Google Sells Chromebooks Without SubscriptionsGoogle Sells Chromebooks Without Subscriptions
Monthly fee model expanded to allow customers to purchase the Web-centric notebooks outright.
Samsung Chromebook: Hands-On Visual Tour
Slideshow: Samsung Chromebook: Hands-On Visual Tour (click image for larger view and for slideshow)
Google said Friday that it is expanding the pricing options for Chromebooks, the Web-only notebooks that Google's hardware partners Acer and Samsung began offering to consumers through Amazon, Best Buy, and TigerDirect.com in June.
Google has been selling Chromebooks as a subscription service directly to business and education customers, starting at $28 per month for businesses and $20 per month for schools. Chromebook subscriptions extend for three years. After that period, customers own the Chromebooks; they can also choose to renew their subscription and receive new hardware.
But the subscription pricing model isn't right for everyone. Google product manager Glenn Wilson said in blog post that Google has decided to expand its pricing options to accommodate organizations that work with yearly budget cycles.
"To meet these customers' needs, in addition to our three-year subscription model, today we are introducing an alternative payment option," he wrote. "This new option gives schools and businesses a choice to pay upfront for Chromebooks with one year of access to the Web-based admin management console, phone support, and hardware warranty coverage."
After that, customers have the option of paying a monthly fee for support and access to the administrative management console. But hardware warranty coverage is lost.
[Find out what we thought about Google's Chromebook. Read Samsung Series 5 Chromebook: Hands-On Review.]
Whether this will encourage more businesses and schools to invest in Chromebooks remains to be seen. Google has been silent about Chromebook sales since the devices were released in June. The company has repeatedly declined to provide sales figures.
It was no more forthcoming during its recent Q3 2011 earnings conference call. Susan Wojcicki, SVP of advertising at Google, said on the call that Acer and Samsung were selling Chromebooks in seven countries in addition to the United States, but she offered no guidance about the number of Chromebook customers.
This is not a good sign. Normally, when a technology product is selling well, the company that made the product will issue a press release or let someone know. For example, Apple recently trumpeted the fact that four million of its iPhone 4S devices were sold in just three days.
Nonetheless, expectations should be a bit more modest for a product running an operating system with no installed base that promises fewer capabilities (along with fewer problems) than competing notebooks running Linux, Mac OS, or Windows.
Among the presumed few who have taken the plunge and bought into Chrome OS, Cedric Paine, director of technology at the Fessenden School in West Newton, Mass., was effusive about Google's gambit to move personal computing into the cloud.
"I really think this is the most promising technology out there right now, for a school situation," he said in a phone interview.
Paine said the Chromebook is ideal for Web apps, which he expects will become the preferred form of software. "I think we'll see more HTML5 apps and that will be the standard over time, rather than iPad apps that are locked into a particular platform. This is open."
The Fessenden School has 55 Chromebooks among the 325 devices that it maintains for 480 students and 160 faculty and staff.
Paine said the moment he heard about the pricing model change, he inquired to Google about whether he could switch to the outright purchase plan. Buying Chromebooks through an upfront purchase would save the school about $150 per device, he estimated. Asked about this, Google said it will not be providing customers with the option to switch pricing plans at this time.
Paine mostly praised Chromebooks, noting that they're fast and start right up. "It has a keyboard, which is really important," he said. He also dismissed tablets, noting that they're "geared toward consumption" and that in a school, "you want a device geared toward production."
This perhaps glosses over the iPad's utility as a content creation tool, particularly with an add-on keyboard. But retrofitting a touch-based device with a keyboard requires some adjustment to work habits, and the limitations Apple imposes on how one can move files can be irksome.
Paine's one complaint about Chromebooks had to do with the unreliability of Google Cloud Print, the service by which Chromebook users are supposed to be able to connect to networked printers. He said that some attempts to print didn't work because the cloud print server had an error that needed to be cleared. But he added that printing has become less of an issue now that so much is done in the cloud--Fessenden switched to Google Apps about two years ago.
Paine didn't know how well Chromebooks had been selling. He said he was aware of a few other schools that are using them. He added that he'd spoken about Chromebooks before gatherings of educators in New York and Boston recently and that there's a high level of interest.
"I am really happy with them and the teachers and kids like them," he said.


[Problem details] Pull every line with "primary" from the entries below.

==============================

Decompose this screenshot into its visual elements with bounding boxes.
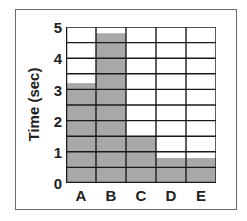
bar-c (126, 136, 156, 183)
y-axis-label: Time (sec) (25, 50, 42, 160)
y-tick-3: 3 (48, 82, 62, 99)
bar-b (96, 33, 126, 183)
bar-chart (66, 27, 216, 183)
x-tick-a: A (66, 187, 96, 204)
x-tick-c: C (126, 187, 156, 204)
y-tick-0: 0 (48, 175, 62, 192)
y-tick-2: 2 (48, 113, 62, 130)
y-tick-1: 1 (48, 144, 62, 161)
bar-e (186, 158, 216, 183)
y-tick-4: 4 (48, 50, 62, 67)
plot-area (66, 27, 216, 183)
x-tick-e: E (186, 187, 216, 204)
y-tick-5: 5 (48, 19, 62, 36)
x-tick-d: D (156, 187, 186, 204)
x-tick-b: B (96, 187, 126, 204)
bar-d (156, 158, 186, 183)
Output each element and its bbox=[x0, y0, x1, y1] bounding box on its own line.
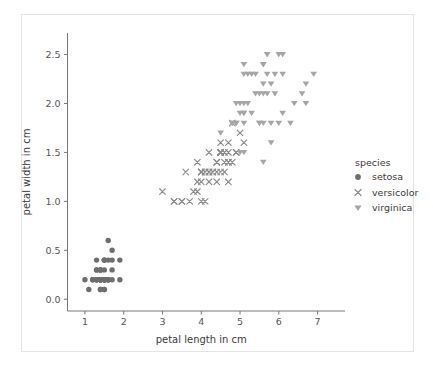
data-point-triangle bbox=[241, 62, 248, 67]
series-versicolor bbox=[160, 120, 247, 204]
data-point-x bbox=[202, 199, 208, 205]
y-tick-label: 1.0 bbox=[45, 196, 60, 207]
data-point-triangle bbox=[264, 52, 271, 57]
data-point-x bbox=[183, 169, 189, 175]
legend-item-label: setosa bbox=[372, 171, 403, 182]
data-point-x bbox=[214, 179, 220, 185]
x-tick-label: 2 bbox=[121, 316, 127, 327]
data-point-circle bbox=[117, 257, 122, 262]
x-tick-label: 1 bbox=[82, 316, 88, 327]
series-setosa bbox=[82, 238, 122, 292]
data-point-triangle bbox=[287, 121, 294, 126]
x-axis: 1234567 bbox=[82, 311, 321, 327]
data-point-triangle bbox=[268, 81, 275, 86]
data-point-triangle bbox=[264, 72, 271, 77]
data-point-x bbox=[226, 179, 232, 185]
data-point-x bbox=[206, 150, 212, 156]
y-axis: 0.00.51.01.52.02.5 bbox=[45, 49, 67, 305]
axes-spines bbox=[68, 33, 346, 311]
scatter-plot: 12345670.00.51.01.52.02.5petal length in… bbox=[0, 0, 433, 369]
data-point-x bbox=[160, 189, 166, 195]
series-virginica bbox=[217, 52, 317, 165]
data-point-x bbox=[179, 199, 185, 205]
data-point-x bbox=[222, 169, 228, 175]
x-tick-label: 6 bbox=[276, 316, 282, 327]
data-point-x bbox=[241, 140, 247, 146]
x-axis-title: petal length in cm bbox=[156, 334, 247, 345]
legend-item-setosa[interactable]: setosa bbox=[355, 171, 403, 182]
data-point-circle bbox=[86, 287, 91, 292]
data-point-x bbox=[226, 150, 232, 156]
data-point-triangle bbox=[310, 72, 317, 77]
x-tick-label: 3 bbox=[159, 316, 165, 327]
data-point-x bbox=[214, 159, 220, 165]
x-tick-label: 4 bbox=[198, 316, 204, 327]
legend-title: species bbox=[355, 157, 391, 168]
data-point-triangle bbox=[268, 121, 275, 126]
data-point-x bbox=[218, 150, 224, 156]
legend-item-versicolor[interactable]: versicolor bbox=[355, 187, 418, 198]
y-tick-label: 0.5 bbox=[45, 245, 60, 256]
data-point-triangle bbox=[272, 72, 279, 77]
y-tick-label: 2.0 bbox=[45, 98, 60, 109]
data-point-x bbox=[237, 130, 243, 136]
data-point-triangle bbox=[272, 91, 279, 96]
data-point-x bbox=[218, 140, 224, 146]
data-point-circle bbox=[98, 277, 103, 282]
data-point-x bbox=[171, 199, 177, 205]
data-point-circle bbox=[102, 257, 107, 262]
y-tick-label: 1.5 bbox=[45, 147, 60, 158]
data-point-triangle bbox=[303, 81, 310, 86]
legend-item-label: versicolor bbox=[372, 187, 418, 198]
data-point-triangle bbox=[275, 121, 282, 126]
data-point-triangle bbox=[260, 62, 267, 67]
x-tick-label: 7 bbox=[315, 316, 321, 327]
data-point-x bbox=[226, 140, 232, 146]
data-point-x bbox=[206, 179, 212, 185]
data-point-triangle bbox=[260, 81, 267, 86]
data-point-triangle bbox=[279, 72, 286, 77]
data-point-triangle bbox=[279, 111, 286, 116]
data-point-circle bbox=[98, 267, 103, 272]
data-point-circle bbox=[109, 267, 114, 272]
data-point-x bbox=[202, 169, 208, 175]
y-axis-title: petal width in cm bbox=[21, 129, 32, 216]
data-point-x bbox=[229, 159, 235, 165]
data-point-x bbox=[210, 169, 216, 175]
data-point-x bbox=[198, 179, 204, 185]
data-point-circle bbox=[98, 287, 103, 292]
data-point-triangle bbox=[354, 205, 361, 211]
data-point-triangle bbox=[241, 121, 248, 126]
data-point-circle bbox=[82, 277, 87, 282]
data-point-x bbox=[191, 189, 197, 195]
data-point-circle bbox=[355, 174, 361, 180]
data-point-triangle bbox=[268, 140, 275, 145]
data-point-circle bbox=[106, 238, 111, 243]
data-point-x bbox=[222, 159, 228, 165]
data-point-circle bbox=[94, 257, 99, 262]
data-point-x bbox=[355, 189, 361, 195]
legend: speciessetosaversicolorvirginica bbox=[354, 157, 418, 213]
x-tick-label: 5 bbox=[237, 316, 243, 327]
figure-canvas: 12345670.00.51.01.52.02.5petal length in… bbox=[0, 0, 433, 369]
y-tick-label: 0.0 bbox=[45, 294, 60, 305]
data-point-triangle bbox=[303, 101, 310, 106]
data-point-triangle bbox=[260, 160, 267, 165]
legend-item-virginica[interactable]: virginica bbox=[354, 202, 412, 213]
data-point-circle bbox=[117, 277, 122, 282]
y-tick-label: 2.5 bbox=[45, 49, 60, 60]
data-point-triangle bbox=[217, 130, 224, 135]
data-point-x bbox=[195, 159, 201, 165]
data-point-x bbox=[187, 199, 193, 205]
data-point-triangle bbox=[248, 111, 255, 116]
data-point-circle bbox=[109, 248, 114, 253]
data-point-triangle bbox=[299, 91, 306, 96]
legend-item-label: virginica bbox=[372, 202, 412, 213]
data-point-triangle bbox=[291, 101, 298, 106]
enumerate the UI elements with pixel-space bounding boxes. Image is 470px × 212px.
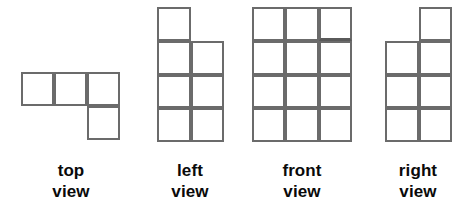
grid-top-view: [21, 72, 120, 140]
grid-cell: [191, 41, 225, 75]
grid-cell: [419, 108, 453, 142]
label-line-primary: right: [358, 160, 470, 181]
grid-cell: [157, 7, 191, 41]
label-left-view: leftview: [130, 160, 250, 202]
grid-cell: [319, 75, 352, 109]
grid-right-view: [385, 7, 452, 142]
label-front-view: frontview: [242, 160, 362, 202]
grid-left-view: [157, 7, 224, 142]
grid-cell: [191, 75, 225, 109]
orthographic-views-figure: topviewleftviewfrontviewrightview: [0, 0, 470, 212]
grid-cell: [191, 108, 225, 142]
grid-front-view: [252, 7, 352, 142]
grid-cell: [285, 75, 318, 109]
grid-cell: [319, 7, 352, 41]
grid-cell: [54, 72, 87, 106]
grid-cell: [419, 7, 453, 41]
label-line-secondary: view: [11, 181, 131, 202]
grid-cell: [285, 108, 318, 142]
grid-cell: [385, 75, 419, 109]
grid-cell: [419, 75, 453, 109]
grid-cell: [21, 72, 54, 106]
label-right-view: rightview: [358, 160, 470, 202]
grid-cell: [419, 41, 453, 75]
grid-cell: [157, 41, 191, 75]
grid-cell: [87, 106, 120, 140]
grid-cell: [252, 7, 285, 41]
label-line-secondary: view: [130, 181, 250, 202]
label-line-primary: left: [130, 160, 250, 181]
grid-cell: [285, 41, 318, 75]
grid-cell: [319, 41, 352, 75]
grid-cell: [252, 41, 285, 75]
grid-cell: [385, 41, 419, 75]
grid-cell: [252, 75, 285, 109]
label-line-secondary: view: [242, 181, 362, 202]
grid-cell: [157, 108, 191, 142]
label-line-primary: top: [11, 160, 131, 181]
grid-cell: [319, 108, 352, 142]
grid-cell: [87, 72, 120, 106]
grid-cell: [252, 108, 285, 142]
grid-cell: [285, 7, 318, 41]
label-line-secondary: view: [358, 181, 470, 202]
label-line-primary: front: [242, 160, 362, 181]
label-top-view: topview: [11, 160, 131, 202]
grid-cell: [385, 108, 419, 142]
grid-cell: [157, 75, 191, 109]
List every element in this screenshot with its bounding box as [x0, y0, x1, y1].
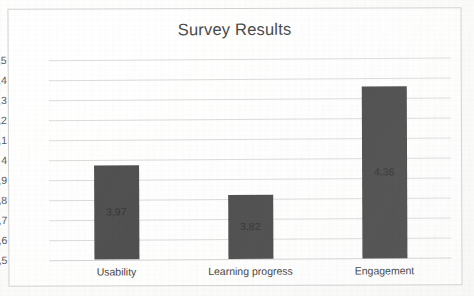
scanned-chart-image: Survey Results 4,54,44,34,24,143,93,83,7… [0, 0, 474, 296]
y-axis-tick-label: 4 [0, 154, 7, 166]
bar-learning-progress[interactable]: 3,82 [228, 195, 273, 259]
bar-value-label: 4,36 [362, 165, 407, 177]
y-axis-tick-label: 4,1 [0, 134, 7, 146]
y-axis-tick-label: 3,6 [0, 234, 7, 246]
bar-value-label: 3,82 [228, 220, 273, 232]
y-axis-tick-label: 4,5 [0, 54, 7, 66]
bar-value-label: 3,97 [94, 205, 139, 217]
y-axis-tick-label: 3,9 [0, 174, 7, 186]
plot-area: 4,54,44,34,24,143,93,83,73,63,53,973,824… [49, 58, 452, 260]
gridline [49, 58, 451, 62]
y-axis-tick-label: 4,3 [0, 94, 7, 106]
y-axis-tick-label: 3,7 [0, 214, 7, 226]
x-axis-category-label: Engagement [355, 264, 415, 276]
chart-title: Survey Results [9, 19, 461, 40]
bar-engagement[interactable]: 4,36 [361, 86, 407, 258]
y-axis-tick-label: 3,5 [0, 254, 7, 266]
y-axis-tick-label: 4,2 [0, 114, 7, 126]
x-axis-category-label: Usability [97, 265, 137, 277]
chart-frame: Survey Results 4,54,44,34,24,143,93,83,7… [7, 7, 462, 287]
bar-usability[interactable]: 3,97 [94, 165, 139, 259]
gridline [49, 78, 451, 82]
x-axis-category-label: Learning progress [208, 265, 293, 277]
y-axis-tick-label: 4,4 [0, 74, 7, 86]
y-axis-tick-label: 3,8 [0, 194, 7, 206]
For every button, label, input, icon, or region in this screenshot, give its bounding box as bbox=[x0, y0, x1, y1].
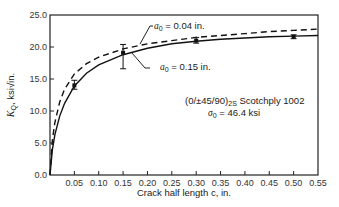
leader-line-a004 bbox=[140, 26, 153, 44]
leader-line-a015 bbox=[132, 53, 150, 68]
y-tick-label: 10.0 bbox=[29, 106, 47, 116]
y-tick-label: 25.0 bbox=[29, 10, 47, 20]
x-axis-ticks: 0.050.100.150.200.250.300.350.400.450.50… bbox=[66, 171, 327, 188]
y-tick-label: 0.0 bbox=[34, 170, 47, 180]
y-tick-label: 5.0 bbox=[34, 138, 47, 148]
x-axis-label: Crack half length c, in. bbox=[137, 187, 231, 198]
x-tick-label: 0.40 bbox=[236, 178, 254, 188]
y-tick-label: 20.0 bbox=[29, 42, 47, 52]
data-point bbox=[292, 35, 296, 39]
data-point bbox=[72, 83, 76, 87]
x-tick-label: 0.15 bbox=[114, 178, 132, 188]
label-a004: a0 = 0.04 in. bbox=[154, 20, 205, 32]
y-tick-label: 15.0 bbox=[29, 74, 47, 84]
chart: 0.05.010.015.020.025.0 0.050.100.150.200… bbox=[0, 0, 339, 207]
x-tick-label: 0.55 bbox=[309, 178, 327, 188]
sigma-label: σ0 = 46.4 ksi bbox=[208, 107, 260, 119]
data-point bbox=[194, 39, 198, 43]
y-axis-label: KQ, ksi√in. bbox=[5, 73, 18, 118]
x-tick-label: 0.10 bbox=[90, 178, 108, 188]
data-point bbox=[121, 51, 125, 55]
x-tick-label: 0.45 bbox=[261, 178, 279, 188]
label-a015: a0 = 0.15 in. bbox=[160, 61, 211, 73]
x-tick-label: 0.50 bbox=[285, 178, 303, 188]
material-label: (0/±45/90)2S Scotchply 1002 bbox=[185, 95, 304, 107]
x-tick-label: 0.05 bbox=[66, 178, 84, 188]
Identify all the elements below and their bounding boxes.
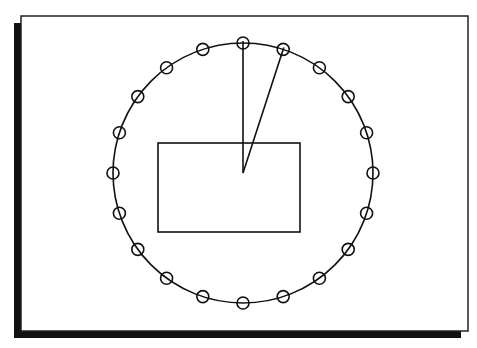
frame-border [21,16,468,331]
frame [14,16,468,338]
clock-diagram [0,0,477,348]
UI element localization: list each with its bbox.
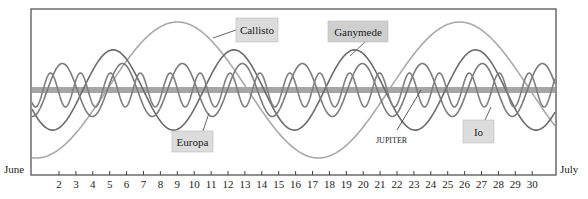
x-tick-label: 16 xyxy=(290,178,302,190)
x-tick-label: 28 xyxy=(493,178,505,190)
x-tick-label: 8 xyxy=(158,178,164,190)
europa-label: Europa xyxy=(177,136,209,148)
x-tick-label: 14 xyxy=(256,178,268,190)
x-tick-label: 18 xyxy=(324,178,336,190)
x-tick-label: 2 xyxy=(56,178,62,190)
x-tick-label: 21 xyxy=(375,178,386,190)
x-tick-label: 26 xyxy=(459,178,471,190)
x-tick-label: 17 xyxy=(307,178,319,190)
x-tick-label: 5 xyxy=(107,178,113,190)
x-tick-label: 25 xyxy=(442,178,454,190)
x-tick-label: 20 xyxy=(358,178,370,190)
ganymede-label: Ganymede xyxy=(334,26,382,38)
x-tick-label: 24 xyxy=(425,178,437,190)
x-tick-label: 10 xyxy=(189,178,201,190)
io-label: Io xyxy=(474,126,484,138)
x-tick-label: 9 xyxy=(175,178,181,190)
x-tick-label: 19 xyxy=(341,178,353,190)
callisto-label: Callisto xyxy=(240,24,275,36)
jupiter-label: JUPITER xyxy=(376,136,408,145)
x-tick-label: 30 xyxy=(527,178,539,190)
x-tick-label: 7 xyxy=(141,178,147,190)
x-tick-label: 13 xyxy=(239,178,251,190)
june-label: June xyxy=(4,163,24,175)
x-tick-label: 27 xyxy=(476,178,488,190)
x-tick-label: 4 xyxy=(90,178,96,190)
x-tick-label: 12 xyxy=(223,178,234,190)
x-tick-label: 3 xyxy=(73,178,79,190)
moons-chart: 2345678910111213141516171819202122232425… xyxy=(0,0,588,199)
x-tick-label: 15 xyxy=(273,178,285,190)
x-tick-label: 23 xyxy=(408,178,420,190)
x-tick-label: 22 xyxy=(392,178,403,190)
x-tick-label: 6 xyxy=(124,178,130,190)
x-tick-label: 29 xyxy=(510,178,522,190)
x-tick-label: 11 xyxy=(206,178,217,190)
july-label: July xyxy=(560,163,579,175)
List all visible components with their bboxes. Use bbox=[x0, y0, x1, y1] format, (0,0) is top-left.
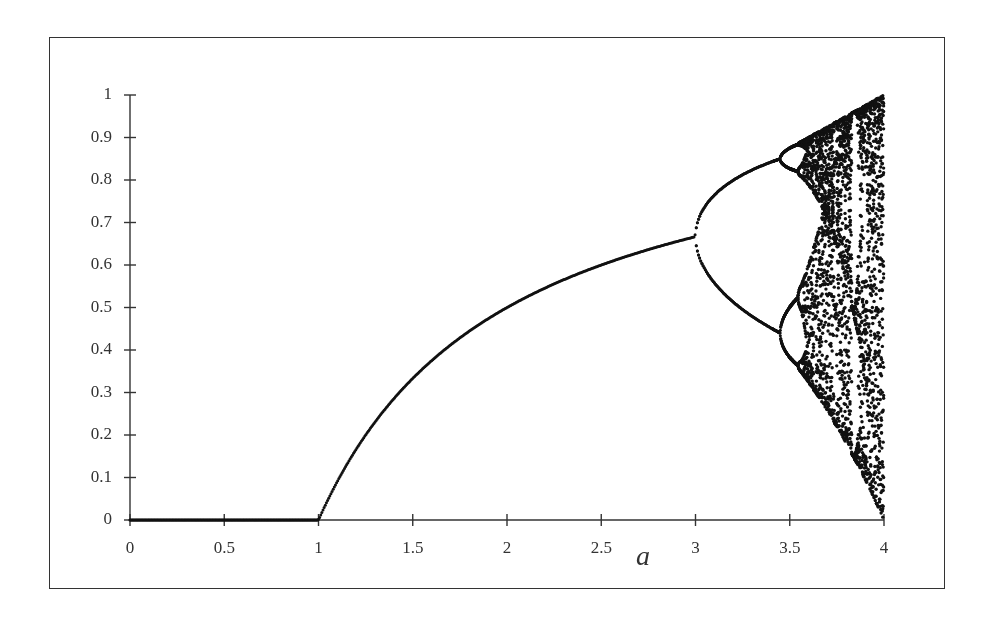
x-tick-label: 3.5 bbox=[765, 538, 815, 558]
y-tick-label: 0.5 bbox=[72, 297, 112, 317]
x-tick-label: 0.5 bbox=[199, 538, 249, 558]
y-tick-label: 1 bbox=[72, 84, 112, 104]
y-tick-label: 0.3 bbox=[72, 382, 112, 402]
y-tick-label: 0.6 bbox=[72, 254, 112, 274]
x-tick-label: 4 bbox=[859, 538, 909, 558]
x-tick-label: 2.5 bbox=[576, 538, 626, 558]
x-tick-label: 1.5 bbox=[388, 538, 438, 558]
x-tick-label: 0 bbox=[105, 538, 155, 558]
y-tick-label: 0.2 bbox=[72, 424, 112, 444]
y-tick-label: 0.9 bbox=[72, 127, 112, 147]
y-tick-label: 0.7 bbox=[72, 212, 112, 232]
x-axis-label: a bbox=[636, 540, 650, 572]
x-tick-label: 3 bbox=[671, 538, 721, 558]
y-tick-label: 0 bbox=[72, 509, 112, 529]
y-tick-label: 0.8 bbox=[72, 169, 112, 189]
x-tick-label: 2 bbox=[482, 538, 532, 558]
y-tick-label: 0.4 bbox=[72, 339, 112, 359]
x-tick-label: 1 bbox=[294, 538, 344, 558]
bifurcation-plot bbox=[0, 0, 989, 625]
y-tick-label: 0.1 bbox=[72, 467, 112, 487]
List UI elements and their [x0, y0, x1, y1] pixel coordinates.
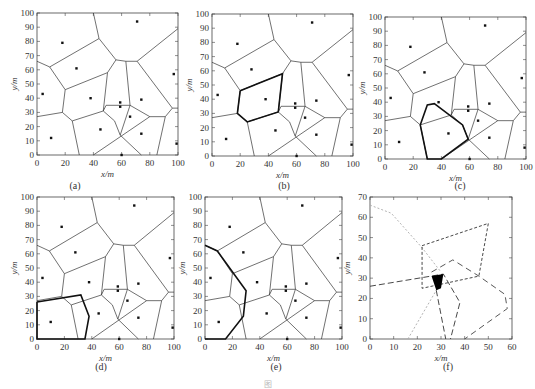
svg-text:0: 0	[363, 334, 368, 344]
svg-text:60: 60	[25, 65, 35, 75]
svg-text:50: 50	[200, 80, 210, 90]
svg-text:50: 50	[25, 79, 35, 89]
svg-text:40: 40	[193, 277, 203, 287]
figure-caption: 图	[0, 378, 535, 389]
svg-text:50: 50	[484, 342, 494, 352]
panel-label-f: (f)	[428, 361, 468, 372]
svg-text:40: 40	[200, 94, 210, 104]
svg-text:20: 20	[25, 306, 35, 316]
svg-text:70: 70	[200, 52, 210, 62]
panel-label-d: (d)	[81, 361, 121, 372]
svg-text:20: 20	[200, 123, 210, 133]
svg-text:90: 90	[25, 206, 35, 216]
svg-text:80: 80	[145, 158, 155, 168]
svg-text:60: 60	[200, 66, 210, 76]
svg-text:70: 70	[25, 51, 35, 61]
svg-text:50: 50	[25, 263, 35, 273]
svg-text:20: 20	[61, 158, 71, 168]
svg-text:y/m: y/m	[357, 81, 367, 95]
svg-text:60: 60	[117, 158, 127, 168]
svg-text:100: 100	[369, 12, 383, 22]
svg-text:100: 100	[21, 192, 35, 202]
svg-text:y/m: y/m	[9, 261, 19, 275]
svg-text:70: 70	[373, 55, 383, 65]
svg-text:10: 10	[200, 137, 210, 147]
plot-c: 0204060801000102030405060708090100x/my/m	[355, 11, 535, 193]
svg-text:40: 40	[373, 97, 383, 107]
svg-text:30: 30	[25, 107, 35, 117]
svg-text:50: 50	[358, 233, 368, 243]
svg-text:40: 40	[437, 162, 447, 172]
svg-text:20: 20	[228, 342, 238, 352]
svg-text:80: 80	[493, 162, 503, 172]
svg-text:40: 40	[87, 342, 97, 352]
svg-text:20: 20	[60, 342, 70, 352]
svg-text:10: 10	[389, 342, 399, 352]
svg-text:x/m: x/m	[100, 169, 114, 179]
svg-text:30: 30	[437, 342, 447, 352]
svg-text:60: 60	[193, 249, 203, 259]
svg-text:x/m: x/m	[275, 170, 289, 180]
svg-text:40: 40	[25, 277, 35, 287]
panel-label-e: (e)	[256, 361, 296, 372]
plot-a: 0204060801000102030405060708090100x/my/m	[7, 7, 188, 189]
svg-text:30: 30	[373, 111, 383, 121]
svg-text:60: 60	[283, 342, 293, 352]
svg-text:90: 90	[373, 26, 383, 36]
svg-text:y/m: y/m	[342, 261, 352, 275]
svg-text:70: 70	[25, 235, 35, 245]
svg-text:100: 100	[21, 8, 35, 18]
svg-text:100: 100	[196, 9, 210, 19]
svg-text:20: 20	[236, 159, 246, 169]
svg-text:10: 10	[25, 136, 35, 146]
svg-text:40: 40	[25, 93, 35, 103]
svg-text:70: 70	[193, 235, 203, 245]
svg-text:10: 10	[25, 320, 35, 330]
svg-text:0: 0	[378, 154, 383, 164]
svg-text:0: 0	[198, 334, 203, 344]
svg-text:60: 60	[115, 342, 125, 352]
svg-text:50: 50	[373, 83, 383, 93]
svg-text:10: 10	[193, 320, 203, 330]
svg-text:80: 80	[25, 220, 35, 230]
svg-text:20: 20	[25, 122, 35, 132]
svg-text:80: 80	[310, 342, 320, 352]
svg-text:80: 80	[200, 37, 210, 47]
svg-text:0: 0	[368, 342, 373, 352]
plot-e: 0204060801000102030405060708090100x/my/m	[175, 191, 352, 373]
svg-text:60: 60	[25, 249, 35, 259]
plot-d: 0204060801000102030405060708090100x/my/m	[7, 191, 184, 373]
svg-text:30: 30	[358, 273, 368, 283]
svg-text:20: 20	[193, 306, 203, 316]
svg-text:20: 20	[413, 342, 423, 352]
svg-text:0: 0	[30, 150, 35, 160]
plot-b: 0204060801000102030405060708090100x/my/m	[182, 8, 363, 190]
svg-text:40: 40	[255, 342, 264, 352]
svg-text:40: 40	[89, 158, 99, 168]
svg-text:20: 20	[373, 126, 383, 136]
svg-text:y/m: y/m	[184, 78, 194, 92]
svg-text:90: 90	[25, 22, 35, 32]
svg-text:90: 90	[200, 23, 210, 33]
svg-text:0: 0	[210, 159, 215, 169]
svg-text:100: 100	[189, 192, 203, 202]
svg-text:0: 0	[35, 342, 40, 352]
svg-text:0: 0	[383, 162, 388, 172]
svg-text:70: 70	[358, 192, 368, 202]
svg-text:0: 0	[35, 158, 40, 168]
svg-text:80: 80	[373, 40, 383, 50]
svg-text:100: 100	[519, 162, 533, 172]
svg-text:10: 10	[373, 140, 383, 150]
svg-text:60: 60	[292, 159, 302, 169]
svg-text:60: 60	[465, 162, 475, 172]
panel-label-b: (b)	[264, 180, 304, 191]
svg-text:40: 40	[460, 342, 470, 352]
svg-text:0: 0	[203, 342, 208, 352]
svg-text:0: 0	[205, 151, 210, 161]
svg-text:20: 20	[358, 293, 368, 303]
svg-text:30: 30	[193, 291, 203, 301]
svg-text:0: 0	[30, 334, 35, 344]
svg-text:y/m: y/m	[9, 77, 19, 91]
svg-text:y/m: y/m	[177, 261, 187, 275]
svg-text:80: 80	[193, 220, 203, 230]
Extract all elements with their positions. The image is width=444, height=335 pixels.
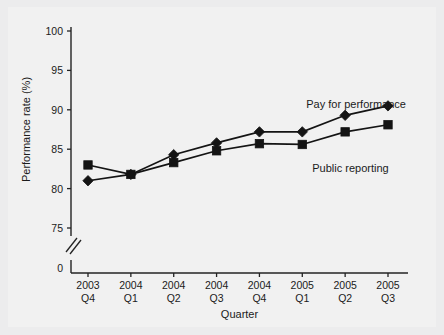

==============================

[Task answer]
label-line-primary: right: [358, 160, 470, 181]
label-line-primary: left: [130, 160, 250, 181]
label-line-primary: top: [11, 160, 131, 181]
label-line-primary: front: [242, 160, 362, 181]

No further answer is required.